The future of AI is unfolding fast—and it’s easy to lose track of what’s hype, what’s real, and what’s still just theory. When Anthropic CEO Dario Amodei published “Machines of Loving Grace,” it stood out as one of the most thoughtful, concrete predictions about where AI is headed in the coming years. But thoughtful predictions still need accountability. That’s why I created the AI Progress Tracker—to help document, fact-check, and annotate the progress we’re actually making toward the world Amodei describes.This isn’t a fan site or a hit piece. It’s a living record. By mapping each of Amodei’s milestones and claims to real-world developments, the AI Progress Tracker offers a way to stay grounded in reality—whether you’re excited about what’s coming or deeply skeptical. The goal is to make these conversations more informed, and less abstract, by making it easier to see what’s actually happening.
Passwords and digital security are not only a huge concern in my work, they're something I've been dealing with for years—but feel like I've finally conquered, with 1Password!As someone chronically online and tinkering, creating, and testing things out, I have thousands of passwords to manage and keep track of between websites I've created, databases, tool logins, and all the software and startups I've given my email address to over the years.And with CampaignHelp, I ensure that all my clients have a secure system for managing all their employees' passwords to go as far as we possibly can to secure employee data, and member data.With so many onboarding sessions under my belt, I felt like it would be a shame to only share my extreme and detailed understanding of the 1Password system with just my clients, and so I'm now offering one-hour coaching sessions to help anyone get set up with 1Password and transfer in all of their passwords. Howabout you?

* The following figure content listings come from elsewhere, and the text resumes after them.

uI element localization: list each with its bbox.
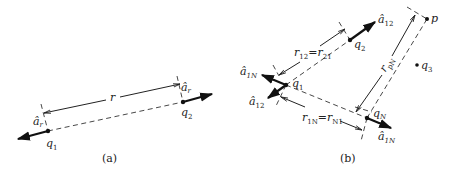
coulomb-force-diagram: r q1 q2 âr âr (a) r12=r21 [0,0,451,177]
dimension-r12-right [320,29,345,46]
figure-a: r q1 q2 âr âr (a) [18,76,212,165]
dimension-line-r-left [44,100,106,113]
unit-vector-label-a1N-qN: â1N [378,130,396,145]
charge-label-q3: q3 [421,59,433,74]
unit-vector-arrow-a1N-at-q1 [262,75,286,85]
dimension-r12-left [279,62,300,75]
unit-vector-arrow-q2 [183,94,212,102]
charge-label-q1: q1 [46,137,58,152]
extension-tick-q1-upper [273,65,279,76]
dimension-rpN-upper [392,15,415,56]
charge-label-q2: q2 [354,38,366,53]
charge-label-q2: q2 [181,106,193,121]
charge-q1-dot [46,129,50,133]
unit-vector-arrow-q1 [18,131,48,139]
unit-vector-label-a12-q1: â12 [249,95,264,110]
caption-a: (a) [102,152,117,165]
separation-line-dashed [48,102,183,131]
unit-vector-label-ar-q1: âr [33,115,44,129]
unit-vector-label-a1N-q1: â1N [240,65,258,80]
charge-q2-dot [181,100,185,104]
charge-q1-dot [284,83,288,87]
distance-label-r: r [110,91,116,104]
extension-tick-q2 [339,22,350,40]
unit-vector-arrow-a12-at-q1 [268,85,286,98]
unit-vector-label-ar-q2: âr [181,81,192,95]
dimension-r1N-left [281,97,305,107]
charge-q2-dot [348,38,352,42]
charge-label-qN: qN [373,107,387,121]
caption-b: (b) [340,152,356,165]
charge-qN-dot [365,116,369,120]
figure-b: r12=r21 r1N=rN1 rpN q1 q2 q3 qN p â12 â1… [240,7,438,165]
dimension-line-r-right [120,84,180,97]
point-p-dot [425,17,429,21]
point-label-p: p [431,12,438,25]
dimension-r1N-right [340,121,362,130]
charge-q3-dot [415,63,419,67]
distance-label-r12-r21: r12=r21 [294,46,332,61]
unit-vector-label-a12-q2: â12 [378,13,393,28]
charge-label-q1: q1 [292,77,304,92]
distance-label-r1N-rN1: r1N=rN1 [302,111,343,126]
extension-tick-p [407,7,427,19]
separation-line-qN-p [367,19,427,118]
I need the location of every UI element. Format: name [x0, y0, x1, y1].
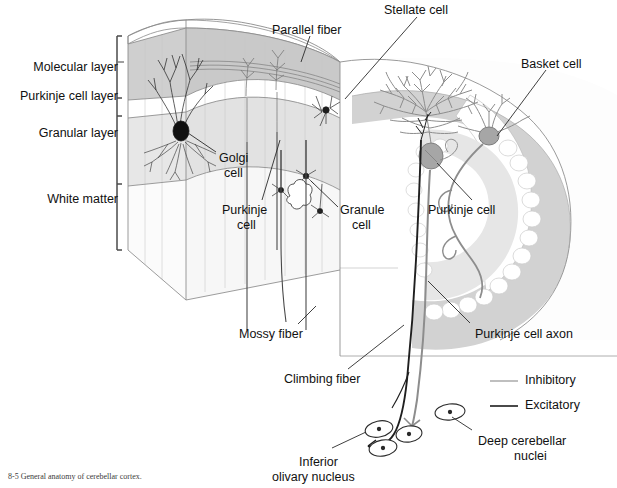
label-purkinje-cell-axon: Purkinje cell axon — [475, 327, 573, 342]
label-golgi-cell-line1: Golgi — [219, 151, 248, 166]
label-granular-layer: Granular layer — [0, 126, 118, 141]
label-deep-cerebellar-line2: nuclei — [514, 449, 547, 464]
label-golgi-cell-line2: cell — [224, 166, 243, 181]
label-inferior-olivary-line1: Inferior — [299, 455, 338, 470]
label-white-matter: White matter — [0, 192, 118, 207]
label-inferior-olivary-line2: olivary nucleus — [272, 470, 355, 485]
label-granule-cell-line2: cell — [352, 218, 371, 233]
figure-caption: 8-5 General anatomy of cerebellar cortex… — [8, 472, 142, 481]
legend-label-inhibitory: Inhibitory — [525, 373, 576, 388]
label-stellate-cell: Stellate cell — [384, 3, 448, 18]
legend-lines — [490, 381, 518, 406]
label-basket-cell: Basket cell — [521, 57, 581, 72]
label-granule-cell-line1: Granule — [340, 203, 384, 218]
label-purkinje-cell-left-line2: cell — [237, 218, 256, 233]
cerebellar-cortex-figure: Molecular layer Purkinje cell layer Gran… — [0, 0, 617, 488]
deep-cerebellar-nuclei — [434, 402, 466, 421]
label-purkinje-cell-left-line1: Purkinje — [222, 203, 267, 218]
label-purkinje-cell-layer: Purkinje cell layer — [0, 89, 118, 104]
label-molecular-layer: Molecular layer — [0, 60, 118, 75]
label-climbing-fiber: Climbing fiber — [284, 372, 360, 387]
label-deep-cerebellar-line1: Deep cerebellar — [478, 434, 566, 449]
legend-label-excitatory: Excitatory — [525, 398, 580, 413]
label-mossy-fiber: Mossy fiber — [239, 327, 303, 342]
label-purkinje-cell-main: Purkinje cell — [428, 203, 495, 218]
label-parallel-fiber: Parallel fiber — [272, 23, 341, 38]
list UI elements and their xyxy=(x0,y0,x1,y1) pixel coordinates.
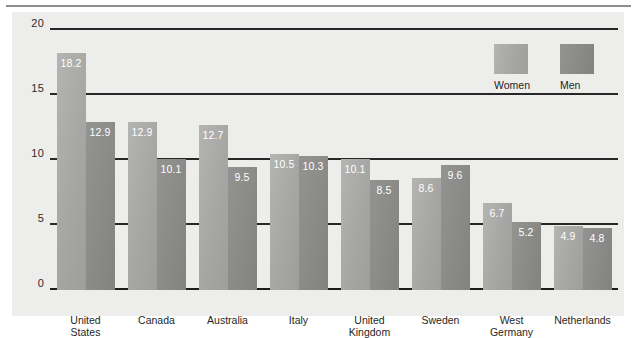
bar-value-label: 12.9 xyxy=(128,126,157,138)
bar-men: 9.6 xyxy=(441,165,470,290)
bar-value-label: 4.9 xyxy=(554,230,583,242)
legend-label: Men xyxy=(560,79,604,91)
x-axis-category-label: Italy xyxy=(263,314,334,326)
bar-value-label: 6.7 xyxy=(483,207,512,219)
legend-item-women: Women xyxy=(494,44,538,102)
x-axis-category-label: United Kingdom xyxy=(334,314,405,338)
x-axis-category-label: Netherlands xyxy=(547,314,618,326)
bar-value-label: 9.6 xyxy=(441,169,470,181)
bar-value-label: 10.1 xyxy=(341,163,370,175)
y-axis-tick-label: 20 xyxy=(31,17,44,29)
bar-men: 5.2 xyxy=(512,222,541,290)
bar-value-label: 18.2 xyxy=(57,57,86,69)
plot-panel: 05101520 18.212.912.910.112.79.510.510.3… xyxy=(12,12,624,316)
bar-value-label: 8.5 xyxy=(370,184,399,196)
x-axis-category-label: West Germany xyxy=(476,314,547,338)
legend-swatch-men xyxy=(560,44,594,74)
bar-value-label: 9.5 xyxy=(228,171,257,183)
x-axis-category-label: Canada xyxy=(121,314,192,326)
legend-swatch-women xyxy=(494,44,528,74)
bar-group: 10.510.3 xyxy=(263,154,334,291)
bar-value-label: 10.1 xyxy=(157,163,186,175)
bar-men: 12.9 xyxy=(86,122,115,290)
bar-value-label: 4.8 xyxy=(583,232,612,244)
bar-value-label: 12.9 xyxy=(86,126,115,138)
bar-group: 6.75.2 xyxy=(476,203,547,290)
bar-women: 18.2 xyxy=(57,53,86,290)
y-axis-tick-label: 0 xyxy=(38,277,44,289)
bar-value-label: 12.7 xyxy=(199,129,228,141)
bar-men: 8.5 xyxy=(370,180,399,291)
bar-group: 12.910.1 xyxy=(121,122,192,290)
y-axis-tick-label: 15 xyxy=(31,82,44,94)
bar-value-label: 5.2 xyxy=(512,226,541,238)
legend-label: Women xyxy=(494,79,538,91)
bar-women: 12.9 xyxy=(128,122,157,290)
bar-group: 8.69.6 xyxy=(405,165,476,290)
x-axis-category-label: Sweden xyxy=(405,314,476,326)
x-axis-category-label: United States xyxy=(50,314,121,338)
bar-group: 10.18.5 xyxy=(334,159,405,290)
bar-value-label: 10.5 xyxy=(270,158,299,170)
bar-group: 12.79.5 xyxy=(192,125,263,290)
bar-group: 4.94.8 xyxy=(547,226,618,290)
bar-women: 10.5 xyxy=(270,154,299,291)
bar-women: 12.7 xyxy=(199,125,228,290)
bar-women: 10.1 xyxy=(341,159,370,290)
bar-men: 9.5 xyxy=(228,167,257,291)
x-axis-category-label: Australia xyxy=(192,314,263,326)
bar-group: 18.212.9 xyxy=(50,53,121,290)
bar-men: 10.3 xyxy=(299,156,328,290)
top-rule-divider xyxy=(6,5,631,7)
bar-women: 6.7 xyxy=(483,203,512,290)
gridline-20: 20 xyxy=(50,28,618,30)
legend-item-men: Men xyxy=(560,44,604,102)
chart-legend: WomenMen xyxy=(494,44,626,102)
bar-women: 8.6 xyxy=(412,178,441,290)
bar-men: 10.1 xyxy=(157,159,186,290)
y-axis-tick-label: 10 xyxy=(31,147,44,159)
bar-men: 4.8 xyxy=(583,228,612,290)
bar-value-label: 8.6 xyxy=(412,182,441,194)
y-axis-tick-label: 5 xyxy=(38,212,44,224)
bar-women: 4.9 xyxy=(554,226,583,290)
bar-value-label: 10.3 xyxy=(299,160,328,172)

That's a lot of letters, right? PBEM stands for "Play By Email," and RPG stands for "Role-Playing Game."In 1994, on AOL, I co-founded a Star Trek role-playing game soon after learning about them in chat rooms. I was a Star Trek fanatic, as a kid, and I loved the utopian vision of the future mixed with the sense of cool, calm competency that everyone on the show gave off amidst the vast interplay of species in the galaxy.That game grew into a community that I still have a hard time believing exists to this day, and which I've led for over 30 years.The sense of belonging and fantasy that the game creates for people creates a space where many can interrogate their own personality, feel a sense of fellowship they may never have felt before, and allow an escape from the stresses of the day. It's a hobby for some, and an obsession for others, and some will go to great lengths to get in, or back in, if they've been asked to leave.Over the years I've watched people go through many phases of life, meet fellow members and get married, have kids, and even divorce. It's been the privilege of a lifetime to lead and watch all of this happen.Beyond all that, the game provided me with a testing ground for leadership, community, and technology like perhaps nothing else could have. I got the opportunity to try out many things that ended up becoming central to the work I do now.